Fingers trembling, Imogene fished a $20 bill out of her wallet and gave it to her neighbor to have the calico kitten held for her. In seven weeks, the darling creature would come home with her and she would discover the world through its newly-open eyes, seeing and learning in ways she knew she couldn’t currently imagine. Anticipation flowed through her veins, sharpening her senses, filling her with the urge to shout simply to shout, to expend sudden energy.
The kittens needed sleep, and the neighbor needed to tend to chores before her husband came home. Imogene let herself be guided to the door where she said a hasty farewell. She stepped outside and bounded across the adjacent yards to her own front door, and leaped inside. 
She rushed through the foyer and down the hall to what might have been a bedroom if she’d lived with anyone else. Instead, the room was filled with bookshelves, shelves upon shelves, so many that they protruded out into the hallway and prevented the door from shutting. It was a library, though the clutter gave it the feel of a maze. 

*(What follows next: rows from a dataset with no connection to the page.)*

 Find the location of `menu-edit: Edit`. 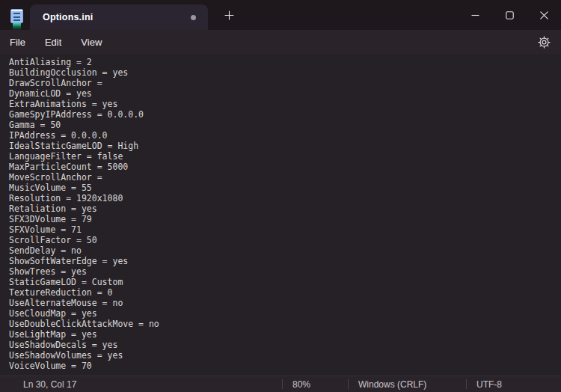

menu-edit: Edit is located at coordinates (53, 42).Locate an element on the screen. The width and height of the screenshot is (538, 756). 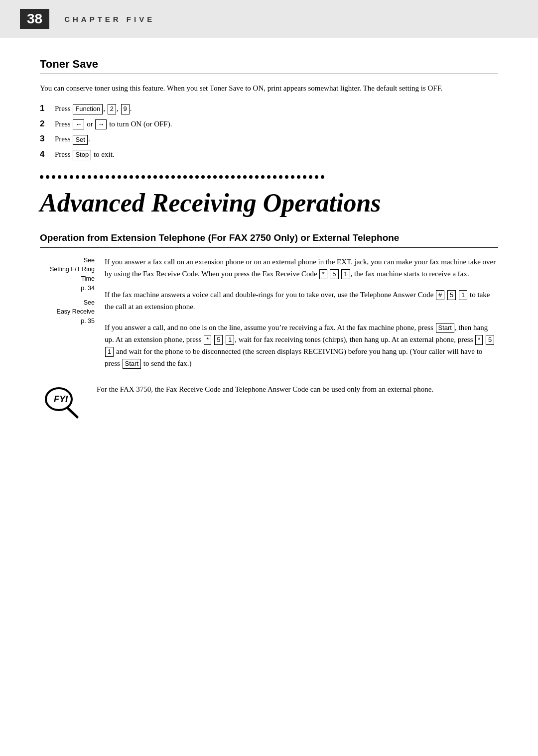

Each bookcase held notebooks, ancient journals with yellowing pages, school-issued composition books, moleskins and pocket diaries with trendy cover designs. The smell of paper filled the air, light and sharp as a cut.
Imogene trailed her hand over the shelves as she walked, skimming her fingers over polished wood and uneven bindings. 
She was a collector. Only blank books would do as vessels, holding the memories and experiences she poured into them to build the library of her life. 
She closed her eyes, letting her feet carry her through the narrow aisles, walking a path she’d traveled a thousand times, of which she would never tire. Sensations tugged at her, mischievous ghosts of recollection, not as strong as what the books held but enough to turn her thoughts to the times gone past. Sunlight on her skin and damp grass under her bare feet, the cold of a winter wind blowing her from behind, making her feel as if she could start running and lift up in the air. 
She felt, distantly, in her mind, a hand on her knee and a soft-lipped kiss, and gray ocean waves coiling around her ankles. Bittersweet thoughts of her ex, on the heels of anger that still stirred the hairs on the back of her neck. The first sip of coffee at dawn. Taking a wrong turn off the highway, the queer empty isolation of a forgotten town.
All these and more, she had stored. When she opened a book, the distant memories crackled to life like a kindled fire and she experienced all over again the distinct moments that made up this first half of her life. 
Imogene opened her eyes. She stood next to a bookcase, mostly empty except for a few thin notebooks on the top shelf. She picked up the newest one and opened the cover, inhaling the scent of leather. She flipped past the decorative title page. This part was important. Every aspect of the magic of memory-keeping had to be exactly right. Nothing could be out of place, and that meant turning to the right page. The first page, where all stories began.
Her heart swelled in her chest as she recalled the weight of the kitten in the palm of her hand, so light and yet so powerful, so full of life and potential. The experience, uniquely hers, flowed from her in a neutral-toned, subtle light, filling the pages to brimming with emotion. No bright flashes accompanied the transfer, no gaudy sparkles or puffs of smoke, none of the usual trappings people expected from stage magic. This was real, and it could only be caught in the twisted, acutely-angled corners formed by the meeting of bookshelves. It was elusive and had to be worked for, chased, pursued.
Her shoulders slackened as the current of magic slowed, finally stopping when there was nothing left in her to give. Now, whenever she liked, whenever she wanted to feel this exact way again, she could come here and open this notebook and recall it all.
Imogene moved away from the shelf to a box in the corner, where she picked out another notebook at random. She set it on the mostly-empty shelf with the others for the next time.
The work of a collector was never done, after all.